Background: The arbitrage opportunity

The goal of the NZ ETS is to assist New Zealand to meet its international climate change obligations and reduce its net greenhouse gas emissions below business-as-usual levels. By exposing the economy to a price on emissions, the scheme was intended to incentivise cost-efficient emission reductions and influence investment decisions, especially in long-lived capital and land use. This would help avoid locking the economy into an emissions-intensive development pathway vulnerable to rising international carbon prices and stranded assets. The scheme was linked to international emission prices by allowing the use of both domestic New Zealand Units (NZUs) and overseas Kyoto units to meet obligations.

For the NZ ETS to be successful, the price on emissions needs to be expected to remain high enough for long enough to shift investment decisions. For units to be valued by the market and generate a price signal, participants need to face a limited supply of emission units which is underpinned by confidence in the rules governing the use of emission units.

In 2012, the Government decided first to not set a quantity limit on the surrender of Kyoto units and then to delink from the Kyoto market by not taking a 2020 commitment under the Kyoto Protocol. In the context of falling international carbon prices, this created a significant price divergence between NZUs and Kyoto units – and a valuable arbitrage opportunity for all NZ ETS participants receiving NZUs.

Post-1989 foresters, who could enter and exit the scheme voluntarily, had the greatest arbitrage opportunity. Post-1989 foresters who had claimed credit for eligible sequestration any time after 2008 could deregister their forests and clear their future liabilities with low-cost Kyoto units, and then reregister their forests to receive more NZUs for sequestration. Because units were issued on the basis of stock changes over a multi-year reporting period, the Government identified the potential for foresters to reregister multiple times within a period or even a calendar year. They could repeatedly obtain NZUs for the same carbon stocks, return Kyoto units to the Government and pocket the difference when they sold their NZUs.

Take-up of this sunset opportunity was significant and overt. As reported in the New Zealand Emission Unit Register, imports of Kyoto ERUs and CERs increased six-fold from 2011 to 2012, and a further three-fold from 2012 to 2013. According to the Government’s Regulatory Impact Statement, (MfE and MPI 2014), in the 2012 compliance year, 97% of emissions liabilities across sectors were met using Kyoto units, compared to 5% in 2010. It also reported, “From June to December 2013, the Ministry of Primary Industries (MPI) received 550 applications to deregister land from the ETS (representing approximately 40% of post-1989 forest land area in the ETS). 208 of these have subsequently applied to re-register.”

Some of the deregistering foresters may have chosen to exit the scheme permanently rather than engage in arbitrage. Some may have decided that the costs of remaining in the scheme and bearing future liabilities exceeded the benefits. Participants may also have left for other reasons.

The Government’s response

Arbitrage by any NZU recipients came at an apparent fiscal cost to the Government because it valued the NZUs it issued at a higher market price than that of the Kyoto units surrendered in return.
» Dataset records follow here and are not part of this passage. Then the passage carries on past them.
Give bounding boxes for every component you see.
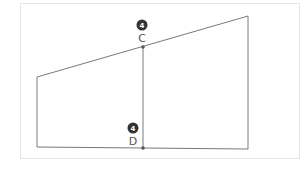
point-d-marker: 4 D	[128, 123, 139, 149]
point-d-label: D	[129, 135, 137, 148]
point-c-marker: 4 C	[137, 20, 148, 46]
badge-c-number: 4	[140, 22, 145, 30]
point-d-dot	[141, 146, 145, 150]
trapezoid-diagram: 4 C 4 D	[0, 0, 308, 173]
point-c-dot	[141, 45, 145, 49]
badge-d-number: 4	[131, 125, 136, 133]
point-c-label: C	[138, 32, 146, 45]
There was also a longer-term fiscal risk because the Government does not yet know under international rules if it will be able to use its surplus Kyoto units to help meet its international emission reduction pledge through 2020. If the Kyoto units surrendered now by post-1989 foresters to pre-pay their future emission liabilities are not recognised under international rules for the period from 2013 to 2020+, then the international cost of those emissions when they actually occur will fall to taxpayers. The unit carry-over issue for Kyoto Parties that are outside of the second Kyoto commitment period (including New Zealand) has not yet been decided in the negotiations, and is fraught because unlimited use of surplus units could undermine stabilising emissions. Macey (2014) presents an insightful analysis of New Zealand’s current position in the international negotiations.

The Government could have responded proactively to contain the risks to taxpayers and the domestic carbon market in consultation with NZ ETS participants when this problem was first identified. Instead, the Government waited and then acted abruptly and unexpectedly to block only the part of the arbitrage opportunity relating to reregistration by post-1989 foresters. The amendment required post-1989 foresters deregistering from the NZ ETS to surrender only NZUs to meet associated liabilities. Through May 2015, post-1989 foresters can continue meeting their harvesting and deforestation liabilities using either NZUs or Kyoto units. They can sell any holdings of Kyoto units domestically or overseas (although market demand is increasingly limited). Over 2014/15 and 2015/16, the amendment was projected to save the Government from NZ$38.5m to NZ$231m (MfE and MPI 2014).

Stakeholder reaction

Stakeholders directed strong criticism toward the Government on several grounds.

First, the amendment was passed quickly without public consultation and immediately devalued some past private investments in Kyoto units. Those investments had been made under the previous rules with the expectation that proposed rule changes would entail advance notification and consultation. The Government’s rationale was avoiding an acceleration of reregistration arbitrage between announcement and passage of the Bill.  

Second, the amendment targeted only one subsector while arbitrage at taxpayer expense was widespread. It also impacted on those post-1989 foresters seeking to exit the NZ ETS just as much as those engaging in reregistration arbitrage.

Third, the amendment did not restore a meaningful price on emissions or reduce price uncertainty to influence investment decisions. This threatens to leave the New Zealand economy exposed to future global carbon constraints and stranded assets.

While the Government had clear fiscal grounds for its action, the approach it took has undermined confidence in its rulemaking and the value of property rights under the NZ ETS.

Conclusion

The fundamental purpose and architecture of the NZ ETS remain sound. The current problems result largely from failures to adapt the scheme efficiently to changing conditions, follow a consultative process when changing Government rules impacting on private investments, and demonstrate clear and reliable policy commitment to a rising long-term domestic price on emissions. These problems are exacerbated by ongoing uncertainty and low ambition in the international climate change negotiations.

The remaining arbitrage opportunity will pass away by May 2015. The effects of ongoing policy uncertainty on the value of property rights and incentives to invest under the NZ ETS will persist. The Government will need to work hard to regain its credibility as a trustworthy market administrator. Engaging in inclusive consultative processes to shape the country’s future climate change mitigation pathway and provide longer-term policy certainty on emission pricing with cross-party support would help to restore public trust and stimulate the kind of investments that will prepare New Zealand to compete effectively in a global low-emission future.

References

Macey, Adrian. 2014. “Climate Change: Towards Policy Coherence.” Policy Quarterly 10 (2): 49–56.

MfE, and MPI. 2014. “Regulatory Impact Statement: Re-Registration Arbitrage by Post-1989 Forest
Land Participants in the ETS”. New Zealand Government.
http://www.treasury.govt.nz/publications/informationreleases/ris/pdfs/ris-mfe-rra-may14.pdf.

New Zealand Government. 2014. “Climate Change Response (Unit Restriction) Amendment Bill”. New Zealand Government.